In the fight for brand alignment in Formula 1, it’s typically a duel between Rolex and Tag Heuer for pole position.

Tag Heuer might stake a claim for oldest association with motorsport, formerly-named ‘Heuer’ having cut its teeth on dash-mounted rally timers, but Rolex’s celebrity in racing – thanks to Sir Malcolm Campbell beating records at Daytona Beach in a Rolex Oyster, the subsequent vogue of Rolex’s Cosmograph Daytona and, of course, the even bigger fanaticism brought to the watch by actor and racer Paul Newman – has done a great deal to secure a podium spot for the Swiss house for the rest of eternity. “Everyone knows this watch is for the racing driver,” Button pushes.

It’s a status quo that endures across almost the full panoply of Formula 1’s many races. Certainly at more historical events, there’s reverence for Rolex’s cachet as the Official Timepiece of Formula 1. But though the coronet logo appears ubiquitously, and the Rolex Pit Lane Clock looms above every track, shifts in audience demographics and the aggressive uptick in America’s participation means that new orders are brewing.

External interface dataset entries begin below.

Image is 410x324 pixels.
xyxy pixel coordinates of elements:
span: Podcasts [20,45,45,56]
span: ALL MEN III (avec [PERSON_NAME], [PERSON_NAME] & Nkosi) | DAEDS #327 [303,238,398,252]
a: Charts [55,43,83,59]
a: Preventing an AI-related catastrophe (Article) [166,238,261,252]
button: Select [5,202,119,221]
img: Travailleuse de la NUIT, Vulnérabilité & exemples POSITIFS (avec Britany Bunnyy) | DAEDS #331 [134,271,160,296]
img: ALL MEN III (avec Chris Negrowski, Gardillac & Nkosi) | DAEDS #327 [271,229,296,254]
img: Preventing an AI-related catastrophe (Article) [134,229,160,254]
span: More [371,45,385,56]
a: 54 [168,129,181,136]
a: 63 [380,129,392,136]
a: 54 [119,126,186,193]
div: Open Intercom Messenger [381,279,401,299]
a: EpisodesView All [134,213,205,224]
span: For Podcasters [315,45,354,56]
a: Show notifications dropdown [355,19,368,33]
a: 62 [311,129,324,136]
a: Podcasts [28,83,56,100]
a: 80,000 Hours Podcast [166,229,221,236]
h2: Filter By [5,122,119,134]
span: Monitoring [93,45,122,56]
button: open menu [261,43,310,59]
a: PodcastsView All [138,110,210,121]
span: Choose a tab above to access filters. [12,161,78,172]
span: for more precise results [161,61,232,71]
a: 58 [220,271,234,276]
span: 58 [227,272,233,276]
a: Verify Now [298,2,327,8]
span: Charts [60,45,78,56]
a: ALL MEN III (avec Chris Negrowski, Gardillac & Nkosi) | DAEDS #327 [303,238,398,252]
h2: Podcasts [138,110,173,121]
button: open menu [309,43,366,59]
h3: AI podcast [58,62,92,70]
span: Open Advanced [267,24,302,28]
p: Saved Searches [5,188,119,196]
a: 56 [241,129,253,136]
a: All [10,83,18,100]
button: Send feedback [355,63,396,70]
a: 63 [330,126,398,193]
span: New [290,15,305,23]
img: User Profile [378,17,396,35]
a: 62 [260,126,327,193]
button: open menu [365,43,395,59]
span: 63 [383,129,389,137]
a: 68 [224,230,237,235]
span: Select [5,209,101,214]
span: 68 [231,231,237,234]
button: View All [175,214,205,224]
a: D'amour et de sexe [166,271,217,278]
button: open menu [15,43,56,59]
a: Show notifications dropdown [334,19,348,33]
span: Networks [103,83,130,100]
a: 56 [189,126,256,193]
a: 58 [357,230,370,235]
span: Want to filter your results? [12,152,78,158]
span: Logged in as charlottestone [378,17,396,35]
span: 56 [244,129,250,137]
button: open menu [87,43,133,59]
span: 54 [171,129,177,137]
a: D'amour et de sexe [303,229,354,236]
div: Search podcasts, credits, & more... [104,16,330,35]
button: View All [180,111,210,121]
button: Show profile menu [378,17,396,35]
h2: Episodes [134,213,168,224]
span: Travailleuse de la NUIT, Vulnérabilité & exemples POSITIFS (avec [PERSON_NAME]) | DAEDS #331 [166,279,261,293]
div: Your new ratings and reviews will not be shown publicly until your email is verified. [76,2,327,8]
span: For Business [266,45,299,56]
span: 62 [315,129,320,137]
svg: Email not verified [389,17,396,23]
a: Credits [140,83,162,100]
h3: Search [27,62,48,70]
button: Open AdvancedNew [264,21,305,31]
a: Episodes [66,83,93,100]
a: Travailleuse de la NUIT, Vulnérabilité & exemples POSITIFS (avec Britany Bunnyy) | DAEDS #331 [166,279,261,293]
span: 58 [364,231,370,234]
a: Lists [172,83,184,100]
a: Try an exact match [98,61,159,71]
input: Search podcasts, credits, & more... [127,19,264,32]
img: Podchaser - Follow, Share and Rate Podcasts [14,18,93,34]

Formula 1 in 2024 is a very different beast to what it was even five years ago. Its evolution might easily be charted by comparing the oldest surviving race weekends to recent calendar inclusions. If not quite the most ancient, at least the most iconic, Monaco’s grand prix is a distillation of a century’s heritage and history. Attending is still a closely-guarded privilege, for yacht owners in Brunello Cuccinelli linen and Loro Piana loafers. The race’s trophy case is a time-honoured Vuitton trunk and the timepieces betray a subtler kind of generational wealth. It’s Flavio Briatore in a Rolex Daytona ‘Zenith’ or Patrick Dempsey in a Monaco Calibre 12. On the other end of the spectrum, the American additions to the schedule, in their relative infancy, are an open door for the influx of bright young things who have come to the sport via Netflix’s Drive to Survive or F1 owner Liberty Media’s recent social media strategy, who bring with them a taste for newness, ostentation and hypey collabs. If Monaco is for quiet luxury, then Miami is for out-and-proud horological bling.

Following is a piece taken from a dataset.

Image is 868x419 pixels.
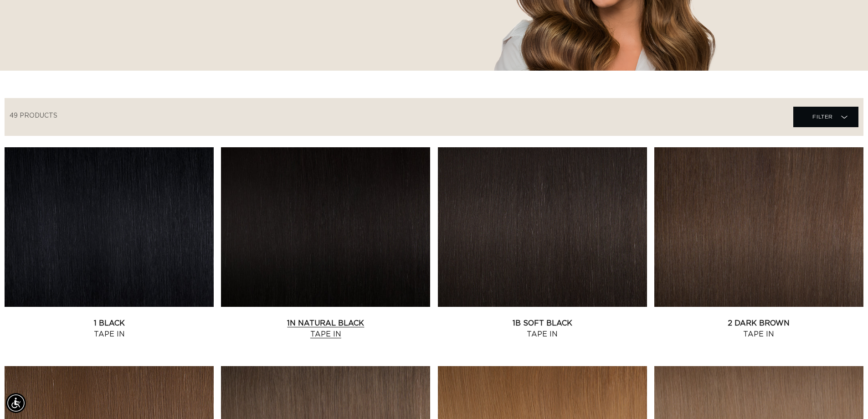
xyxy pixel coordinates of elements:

Diehard racing fans might roll their eyes at Twitchers and TikTokers, but their effect on sport sponsorship has been profound. Nielsen recently tracked a 107% increase in sponsorship spending globally, linked to significant growth in non-traditional sectors like esports and, in the case of Formula 1 particularly, a 54% increase in American viewership and the lowering of the average spectator age to 32.

The opportunity, for brands willing to meet this new generation at their point of entry, is enormous. It was an obvious choice for TAG Heuer to use Miami to launch their limited edition partnership with Ronny Fieg’s trendy lifestyle brand Kith, hosting a Met Gala-worthy dinner at Miami’s Rubell Museum, and for Tudor to tease a pair of custom Chameleon-dial Black Bay Ceramic watches created to match the Visa Cash App RB F1 Team’s technicolour Miami livery.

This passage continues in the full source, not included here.